District Discovers Docs Showing Teacher Suspected of Crime Received No Discipline
https://www.voiceofsandiego.org/topics/education/district-discovers-docs-showing-teacher-suspected-of-crime-received-no-discipline/
San Diego Unified said for years it had no records of complaints against La Jolla High School teacher Martin Teachworth. Now, it has provided documents showing school police believed he committed a crime against a student and that other students complained about inappropriate touching for years, yet officials took no action against him.
Newly obtained documents reveal that San Diego Unified investigated and confirmed allegations of groping by a teacher at La Jolla High School but allowed him to continue teaching for another decade, while more complaints built up. The district claimed to Voice of San Diego multiple times over a four-year period that it had no documents regarding complaints against the teacher, but now says it discovered them in a storage room.
Even when confronted with evidence in 2017 that it had withheld emails detailing complaints against the teacher, Martin Teachworth, the district continued to insist it had no records at all.
Now, four years after Voice of San Diego originally sought documents that would shed light on the students’ complaints and how the district handled them, San Diego Unified officials have provided records showing extensive documentation existed all along and that the district did not provide it, though it was legally required to under the California Public Records Act.
The documents reveal a wide chasm between the story the district stuck to for years, and the truth: Not only did it have documents in its possession, those documents show that although district officials considered Teachworth’s actions criminal in at least one instance and believed he engaged in a pattern of troubling behavior, they responded to most incidents by giving him a warning – or by doing nothing at all.
In 2003, after substantiating a complaint that Teachworth stuck his hand down a girl’s pants, district officials took no action against him. In the 2012-2013 school year, following several complaints that prompted district officials to call in school police, recommend calling Child Protective Services and to involve district lawyers, officials once again took no action against him.
Teachworth has since retired but is now being investigated by the California Commission on Teacher Credentialing.
San Diego Unified did not report any of the misconduct complaints against Teachworth to the state agency. It wasn’t until Loxie Gant and Maura Kanter, two of his former students, reported sexual harassment complaints directly to the state last year that the agency was able to review the allegations against Teachworth.
It was during the process of responding to that agency’s inquiries, which included a subpoena, that the district claims it discovered documents that it never provided in response to VOSD’s requests.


(Try it): Exact reproduction of every record is required, and pictures are to be excluded.

#### Source records ####

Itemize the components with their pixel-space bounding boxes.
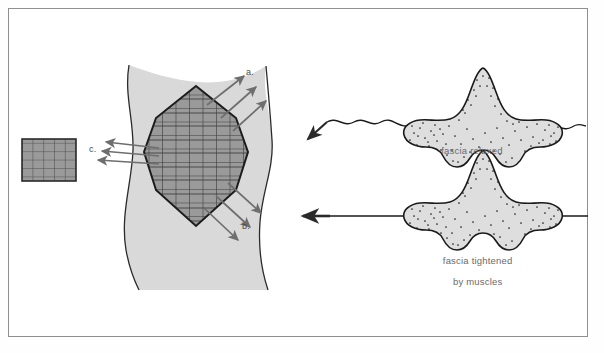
relaxed-arrow [308,122,327,139]
figure-canvas [0,0,604,353]
caption-tightened-line-1: fascia tightened [443,255,513,266]
marker-label-a: a. [246,68,254,78]
small-lattice-swatch [22,139,76,181]
caption-tightened-line-2: by muscles [453,276,503,287]
caption-fascia-tightened: fascia tightened by muscles [410,246,534,297]
figure-root: a. b. c. fascia relaxed fascia tightened… [0,0,604,353]
caption-fascia-relaxed: fascia relaxed [412,146,532,156]
marker-label-b: b. [242,222,250,232]
fascia-tightened-diagram [303,151,588,250]
marker-label-c: c. [89,145,97,155]
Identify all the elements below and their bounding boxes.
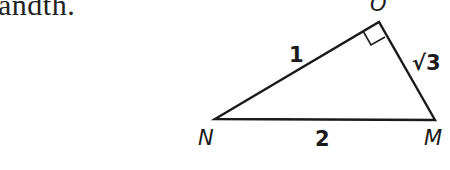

####

(Response to the exercise):
Itemize the components with their pixel-space bounding boxes.
relaxed-arrow [308,122,327,139]
figure-canvas [0,0,604,353]
caption-tightened-line-1: fascia tightened [443,255,513,266]
marker-label-a: a. [246,68,254,78]
small-lattice-swatch [22,139,76,181]
caption-tightened-line-2: by muscles [453,276,503,287]
caption-fascia-tightened: fascia tightened by muscles [410,246,534,297]
figure-root: a. b. c. fascia relaxed fascia tightened… [0,0,604,353]
caption-fascia-relaxed: fascia relaxed [412,146,532,156]
marker-label-b: b. [242,222,250,232]
fascia-tightened-diagram [303,151,588,250]
marker-label-c: c. [89,145,97,155]
Identify all the elements below and their bounding boxes.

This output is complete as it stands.